What manipulations are there so that we can obtain a clearer picture from the IDCT after background suppression? CvEqualizeHist() gives too much noise.

EDIT:

Whole picture uploaded here as belisarius asked. The low frequency suppression is not being done on the entire image, but on small ROI set to the smallest bounding rectangle around text/low frequency portions.


Based on your example image, Let's start with one possible strategy to isolate the text.

The code is in Mathematica.

(* Import your image*)
i1 = Import["http://i.stack.imgur.com/hYwx8.jpg"];
i = ImageData@i1;

How to get clear image after low frequency suppression of image?

(*Get the red channel*)
j = i[[All, All, 1]]
(*Perform the DCT*)
t = FourierDCT[j];
(*Define a high pass filter*)
truncate[data_, f_] :=
  Module[{i, j},
   {i, j} = Floor[Dimensions[data]/Sqrt[f]];
   PadRight[Take[data, -i, -j], Dimensions[data], 0.]
   ];

(*Apply the HP filter, and do the reverse DCT*)
k = Image[FourierDCT[truncate[t, 4], 3]] // ImageAdjust

How to get clear image after low frequency suppression of image?

(*Appy a Gradient Filter and a Dilation*)
l = Dilation[GradientFilter[k, 1] // ImageAdjust, 5]

How to get clear image after low frequency suppression of image?

(*Apply a MinFilter and Binarize*)
m = Binarize[MinFilter[l, 10], .045]

How to get clear image after low frequency suppression of image?

(*Perform a Dilation and delete small components to get a mask*)
mask = DeleteSmallComponents@Dilation[m, 10]

How to get clear image after low frequency suppression of image?

(*Finally apply the mask*)
ImageMultiply[mask, Image@i]

How to get clear image after low frequency suppression of image?

To be continued ...

Edit

Answering questions in comments:

The GradientFilter description is under "more information" here: http://reference.wolfram.com/mathematica/ref/GradientFilter.html.

The MinFilter description is under "more information" here: http://reference.wolfram.com/mathematica/ref/MinFilter.html


You can improve the contrast by applying a simple positive power law transformation prior to applying the discrete cosine transform, or after the IDCT. That will move the shades of gray farther apart.
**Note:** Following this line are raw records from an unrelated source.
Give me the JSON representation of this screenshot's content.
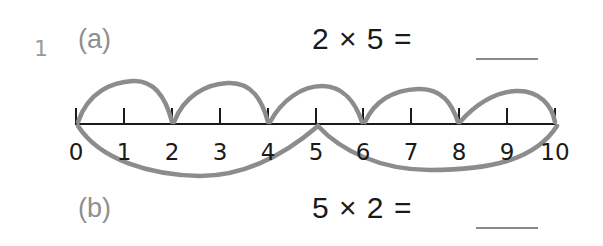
{
  "question": {
    "number": "1",
    "parts": [
      {
        "label": "(a)",
        "expression": "2 × 5 =",
        "answer_blank": "___",
        "jump_size": 2,
        "jumps": [
          [
            0,
            2
          ],
          [
            2,
            4
          ],
          [
            4,
            6
          ],
          [
            6,
            8
          ],
          [
            8,
            10
          ]
        ],
        "arc_position": "above"
      },
      {
        "label": "(b)",
        "expression": "5 × 2 =",
        "answer_blank": "___",
        "jump_size": 5,
        "jumps": [
          [
            0,
            5
          ],
          [
            5,
            10
          ]
        ],
        "arc_position": "below"
      }
    ]
  },
  "number_line": {
    "min": 0,
    "max": 10,
    "tick_labels": [
      "0",
      "1",
      "2",
      "3",
      "4",
      "5",
      "6",
      "7",
      "8",
      "9",
      "10"
    ]
  },
  "colors": {
    "ink": "#1a1a1a",
    "arc": "#8c8c8c",
    "label_grey": "#8f8f8f"
  }
}
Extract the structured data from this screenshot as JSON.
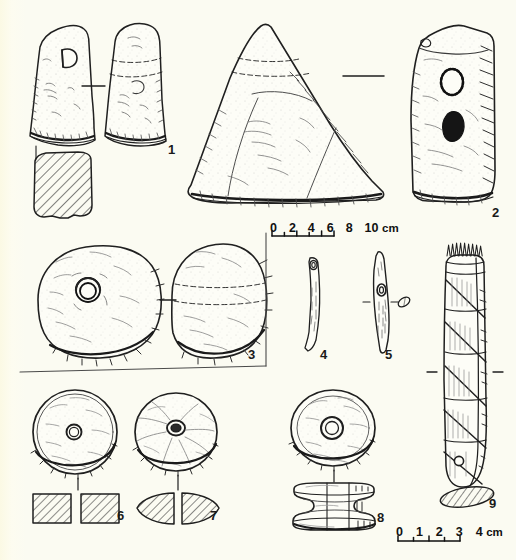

Try this:

cvPow(img, img_hicontrast, 1.75); // Adjust the exponent to your needs
cvConvertScale(img_highcontrast, img_32);


If a simple threshold (+ maybe some morphological opening) is not enough, I would suggest to try using a diffusion filter: it smooths the noise in areas without edges, but preserves the edges very well. After that, the segmentation should become easier.

If the edges are becoming too faint after your frequency domain filtering, overpainting them with the result of a cvCanny() before filtering can help a lot, especially if you manage to find the right smoothing level, to get only the useful edges.